Most studies of exchange rate exposure of stock returns do not address three relevant aspects simultaneously. They are, namely: sensitivity of stock returns to exchange rate changes; sensitivity of volatility of stock returns to volatility of changes in foreign exchange market; and the correlation between volatilities of stock returns and exchange rate changes. In this paper, we employ a bivariate GJR-GARCH model to examine all such aspects of exchange rate exposure of sectoral indexes in Japanese industries. Based on a sample data of fourteen sectors, we find significant evidence of exposed returns and its asymmetric conditional volatility of exchange rate exposure. In addition, returns in many sectors are correlated with those of exchange rate changes. We also find support for the "averaged-out exposure and asymmetries" argument. Our findings have direct implications for practitioners in formulating investment decisions and currency hedging strategies.

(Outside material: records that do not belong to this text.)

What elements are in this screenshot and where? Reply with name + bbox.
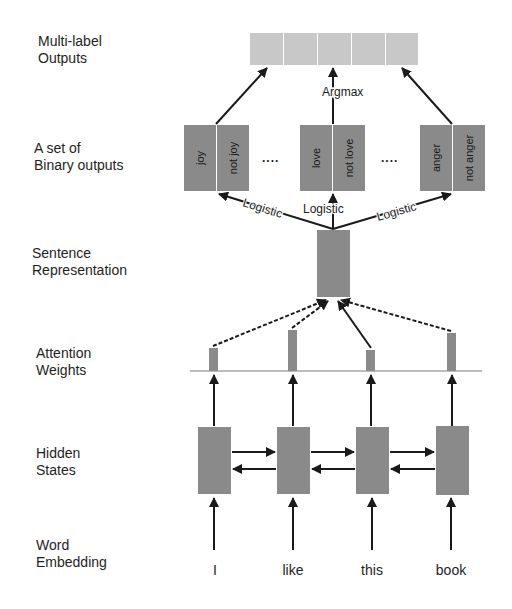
attention-bar: [366, 350, 375, 371]
binary-label-neg: not love: [343, 139, 355, 178]
hidden-state-box: [277, 427, 310, 494]
word-token: I: [213, 562, 217, 578]
word-token: book: [436, 562, 466, 578]
multi-label-output-bar: [250, 33, 418, 65]
binary-group-love: love not love: [300, 125, 365, 191]
hidden-state-box: [198, 427, 231, 494]
hidden-state-box: [436, 426, 469, 495]
binary-label-pos: love: [310, 148, 322, 168]
sentence-representation-box: [317, 230, 350, 297]
binary-group-joy: joy not joy: [184, 125, 249, 191]
logistic-label-center: Logistic: [303, 202, 344, 216]
binary-label-pos: anger: [430, 144, 442, 172]
ellipsis-left: ....: [262, 151, 279, 165]
architecture-diagram: Argmax joy not joy love not love anger n…: [0, 0, 512, 609]
logistic-label-right: Logistic: [375, 199, 418, 224]
word-token: this: [361, 562, 383, 578]
binary-group-anger: anger not anger: [420, 125, 485, 191]
binary-label-neg: not anger: [463, 134, 475, 181]
hidden-states: [198, 426, 469, 495]
argmax-label: Argmax: [322, 85, 363, 99]
attention-bar: [447, 333, 456, 371]
binary-label-neg: not joy: [227, 141, 239, 174]
word-to-hidden-arrows: [214, 498, 451, 550]
bidirectional-arrows: [232, 452, 435, 469]
attention-dashed-arrows: [213, 300, 451, 348]
attention-bar: [288, 330, 297, 371]
hidden-to-attention-arrows: [214, 375, 452, 426]
logistic-label-left: Logistic: [241, 195, 284, 220]
attention-bar: [209, 348, 218, 371]
hidden-state-box: [356, 427, 389, 494]
ellipsis-right: ....: [381, 151, 398, 165]
attention-bars: [209, 330, 456, 371]
binary-label-pos: joy: [194, 150, 206, 166]
word-token: like: [282, 562, 303, 578]
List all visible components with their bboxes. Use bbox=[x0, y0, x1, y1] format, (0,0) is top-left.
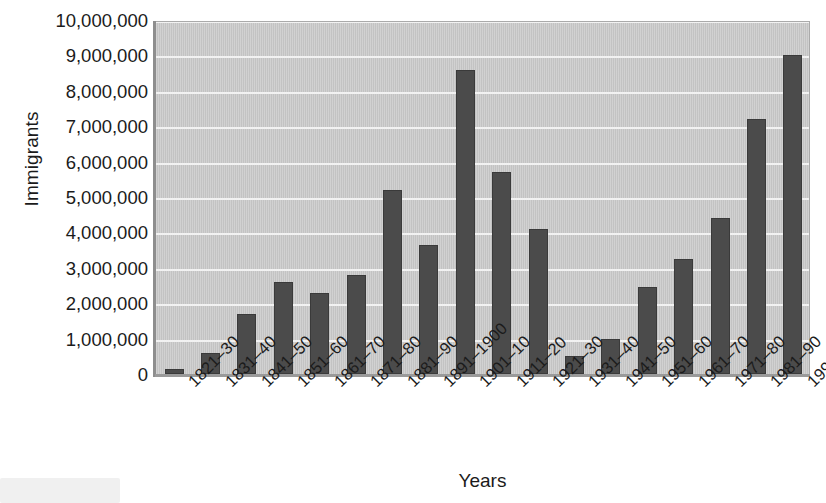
x-axis-tick-label: 1861–70 bbox=[331, 378, 343, 390]
x-axis-tick-label: 1941–50 bbox=[622, 378, 634, 390]
y-axis-line bbox=[153, 21, 156, 377]
x-axis-tick-labels: 1821–301831–401841–501851–601861–701871–… bbox=[155, 378, 815, 468]
y-axis-tick-label: 7,000,000 bbox=[20, 118, 148, 136]
x-axis-title: Years bbox=[155, 470, 810, 492]
x-axis-tick-label: 1821–30 bbox=[185, 378, 197, 390]
bar bbox=[783, 55, 802, 374]
y-axis-tick-label: 2,000,000 bbox=[20, 295, 148, 313]
y-axis-tick-label: 9,000,000 bbox=[20, 47, 148, 65]
x-axis-tick-label: 1921–30 bbox=[549, 378, 561, 390]
x-axis-tick-label: 1881–90 bbox=[404, 378, 416, 390]
x-axis-tick-label: 1891–1900 bbox=[440, 378, 452, 390]
y-axis-tick-label: 5,000,000 bbox=[20, 189, 148, 207]
x-axis-tick-label: 1871–80 bbox=[367, 378, 379, 390]
x-axis-tick-label: 1901–10 bbox=[476, 378, 488, 390]
y-axis-tick-label: 3,000,000 bbox=[20, 260, 148, 278]
x-axis-tick-label: 1851–60 bbox=[294, 378, 306, 390]
y-axis-tick-label: 6,000,000 bbox=[20, 154, 148, 172]
page-scan-artifact bbox=[0, 478, 120, 503]
y-axis-tick-labels: 10,000,0009,000,0008,000,0007,000,0006,0… bbox=[20, 0, 148, 503]
x-axis-tick-label: 1951–60 bbox=[658, 378, 670, 390]
immigration-bar-chart: Immigrants 10,000,0009,000,0008,000,0007… bbox=[0, 0, 826, 503]
x-axis-tick-label: 1831–40 bbox=[222, 378, 234, 390]
x-axis-tick-label: 1931–40 bbox=[585, 378, 597, 390]
y-axis-tick-label: 10,000,000 bbox=[20, 12, 148, 30]
y-axis-tick-label: 1,000,000 bbox=[20, 331, 148, 349]
x-axis-tick-label: 1841–50 bbox=[258, 378, 270, 390]
y-axis-tick-label: 4,000,000 bbox=[20, 224, 148, 242]
x-axis-tick-label: 1991–2000 bbox=[804, 378, 816, 390]
x-axis-tick-label: 1911–20 bbox=[513, 378, 525, 390]
x-axis-tick-label: 1961–70 bbox=[695, 378, 707, 390]
y-axis-tick-label: 8,000,000 bbox=[20, 83, 148, 101]
plot-area bbox=[155, 21, 810, 375]
x-axis-tick-label: 1981–90 bbox=[767, 378, 779, 390]
bars-layer bbox=[156, 22, 809, 374]
bar bbox=[456, 70, 475, 374]
bar bbox=[747, 119, 766, 374]
x-axis-tick-label: 1971–80 bbox=[731, 378, 743, 390]
y-axis-tick-label: 0 bbox=[20, 366, 148, 384]
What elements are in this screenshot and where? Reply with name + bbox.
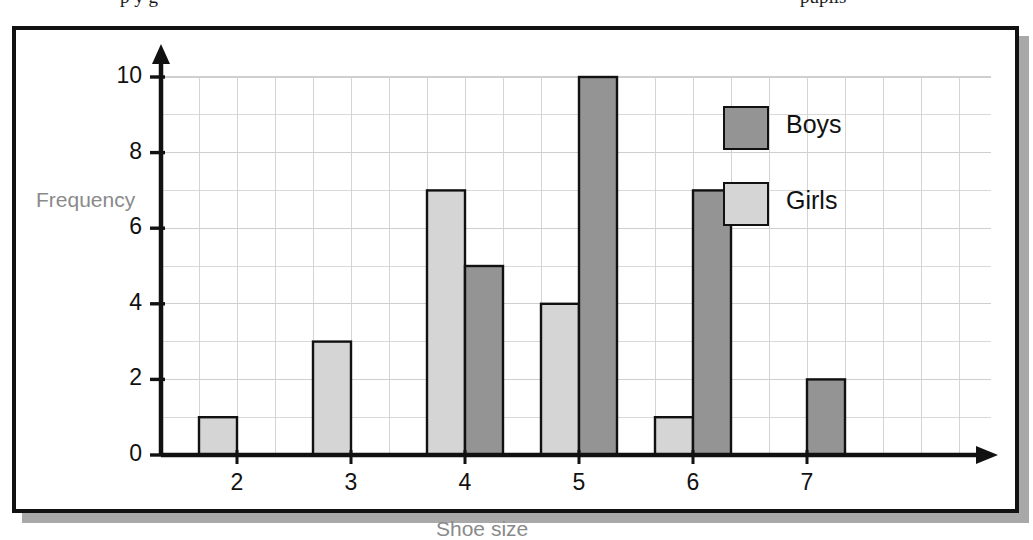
- bar-4-boys: [465, 266, 503, 455]
- x-tick-label: 4: [441, 469, 489, 496]
- bar-4-girls: [427, 190, 465, 455]
- chart-canvas: [16, 30, 1015, 509]
- x-tick-label: 2: [213, 469, 261, 496]
- bar-chart: Frequency Shoe size 0246810 234567 BoysG…: [16, 30, 1015, 509]
- y-tick-label: 0: [94, 440, 142, 467]
- y-axis-title: Frequency: [36, 188, 135, 212]
- legend-label-girls: Girls: [786, 186, 837, 215]
- bar-2-girls: [199, 417, 237, 455]
- scan-text-fragment-left: p y g: [120, 0, 158, 8]
- x-tick-label: 3: [327, 469, 375, 496]
- x-tick-label: 7: [783, 469, 831, 496]
- y-tick-label: 4: [94, 289, 142, 316]
- bar-3-girls: [313, 342, 351, 455]
- y-tick-label: 8: [94, 138, 142, 165]
- legend-label-boys: Boys: [786, 110, 842, 139]
- figure-frame: Frequency Shoe size 0246810 234567 BoysG…: [12, 26, 1019, 513]
- bar-5-girls: [541, 304, 579, 455]
- x-axis-title: Shoe size: [436, 517, 528, 540]
- y-tick-label: 2: [94, 364, 142, 391]
- y-tick-label: 10: [94, 62, 142, 89]
- scan-text-fragment-right: pupils: [800, 0, 846, 8]
- legend-swatch-boys: [723, 106, 769, 150]
- legend-swatch-girls: [723, 182, 769, 226]
- bar-7-boys: [807, 379, 845, 455]
- bar-5-boys: [579, 77, 617, 455]
- scan-page-text: p y g pupils: [0, 0, 1033, 18]
- bar-6-boys: [693, 190, 731, 455]
- x-tick-label: 5: [555, 469, 603, 496]
- x-tick-label: 6: [669, 469, 717, 496]
- bar-6-girls: [655, 417, 693, 455]
- y-tick-label: 6: [94, 213, 142, 240]
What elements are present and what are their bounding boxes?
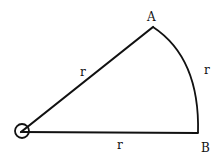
arc-ab-label: r (204, 63, 210, 77)
point-a-label: A (146, 10, 156, 24)
radius-line-oa (21, 27, 153, 132)
radius-oa-label: r (80, 65, 86, 79)
point-b-label: B (201, 141, 210, 155)
radius-ob-label: r (117, 138, 123, 152)
arc-ab (153, 27, 198, 133)
sector-diagram: A B r r r (0, 0, 220, 157)
radius-line-ob (21, 132, 198, 133)
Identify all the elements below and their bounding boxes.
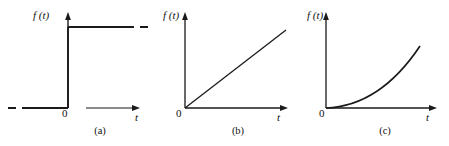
ramp-waveform-b — [185, 30, 286, 108]
panel-unit-step: f (t) t 0 (a) — [0, 0, 150, 146]
figure-three-signal-waveforms: f (t) t 0 (a) f (t) t 0 (b) — [0, 0, 449, 146]
parabolic-waveform-c — [326, 46, 420, 108]
y-axis-c — [323, 12, 329, 108]
panel-a-caption: (a) — [80, 126, 120, 137]
x-axis-b — [185, 105, 288, 111]
step-waveform-a — [8, 27, 149, 108]
panel-b-y-axis-label: f (t) — [163, 10, 179, 21]
panel-c-caption: (c) — [365, 126, 405, 137]
panel-c-origin-label: 0 — [319, 108, 325, 119]
panel-a-y-axis-label: f (t) — [33, 10, 49, 21]
panel-ramp: f (t) t 0 (b) — [150, 0, 295, 146]
panel-a-x-axis-label: t — [135, 112, 138, 123]
panel-b-x-axis-label: t — [277, 112, 280, 123]
panel-a-origin-label: 0 — [62, 108, 68, 119]
panel-parabola: f (t) t 0 (c) — [295, 0, 449, 146]
panel-c-y-axis-label: f (t) — [307, 10, 323, 21]
panel-b-plot — [150, 0, 295, 146]
y-axis-b — [182, 12, 188, 108]
x-axis-a — [86, 105, 140, 111]
panel-c-x-axis-label: t — [426, 112, 429, 123]
panel-c-plot — [295, 0, 449, 146]
panel-b-caption: (b) — [218, 126, 258, 137]
panel-b-origin-label: 0 — [176, 108, 182, 119]
panel-a-plot — [0, 0, 150, 146]
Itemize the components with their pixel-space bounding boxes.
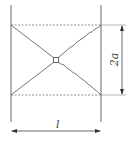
diagonal-bottom-left bbox=[11, 62, 54, 95]
diagonal-top-right bbox=[58, 25, 101, 58]
width-dimension-label: l bbox=[56, 119, 60, 130]
center-node-square bbox=[54, 58, 59, 63]
diagonal-top-left bbox=[11, 25, 54, 58]
diagram-canvas bbox=[0, 0, 135, 141]
diagonal-bottom-right bbox=[58, 62, 101, 95]
height-dimension-label: 2a bbox=[109, 53, 120, 67]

In this paper we argue that the commonly employed exposure coefficient/beta is inadequate to capture the entire impact of exchange rate changes on firms' future operating cash flows. Instead, we employ the bivariate GJR-GARCH-M models to investigate four aspects of exchange rate exposure, including sensitivity of stock returns to exchange rate changes, sensitivity of stock returns to the volatility of exchange rate changes, sensitivity of conditional variance of returns to exchange rate volatility, and the dynamic conditional correlation between returns and exchange rate changes, respectively, using data from ten industrial sectors in Japan. We find significant evidence of such exchange rate exposure which is not captured by the conventional measure. The diagnostic statistics confirm the adequacy of our model, and hence the robustness of the results.
Purpose
While sustainable development policies are mostly set based on United Nations (UN) geoscheme classification, no study attempts to examine the impact of influential economic variables such as energy consumption (EC) and merchandise exports (ME) on carbon dioxide (CO2) emission in the UN geoscheme regions. The purpose of this paper is to examine the possible impact of EC and ME on CO2 emission in UN geoscheme classification regions such as Africa, America, Arab, Asia and Europe.
Design/methodology/approach
This paper uses autoregressive distributed lag (ARDL), Pedroni panel cointegration and panel Granger causality methodologies covering an annual panel data sampling period from 1971 to 2014.
Findings
The results show that there is bidirectional causality between all three variables in the European and American panel except for the non-causality from CO2 to EC in the American panel. These findings suggest possible consequences of weaker energy efficiency (even under environmental policy tightening) and strong demand for energy-intensive economic activities in those regions. Developed countries with higher environmental policy tightening (America and Europe) show significant estimates from the chosen tests supporting the Porter hypothesis. EC and ME have a long-run impact on CO2 emission in American and European panels. The African region has the least environmental impact of pollution from ME.
Practical implications
The ME and EC have a direct significant impact on CO2 emission in America and Europe. As these causalities, co-integrations and their impacts share a long-run equilibrium relationship, policymakers must design long-term industry policies such as cleaner production techniques focusing on environmentally sustainable practices. Also, it is suggested that the policymakers must ensure that they implement more robust policies and standards for environmental-friendly export production.
Originality/value
This is the first paper that examines the impact of EC and ME on CO2 emission in UN geoscheme regions. The findings of this paper provide theoretical implications supporting Porter hypothesis and practical implications for policymaking.
scite is a Brooklyn-based organization that helps researchers better discover and understand research articles through Smart Citations–citations that display the context of the citation and describe whether the article provides supporting or contrasting evidence. scite is used by students and researchers from around the world and is funded in part by the National Science Foundation and the National Institute on Drug Abuse of the National Institutes of Health.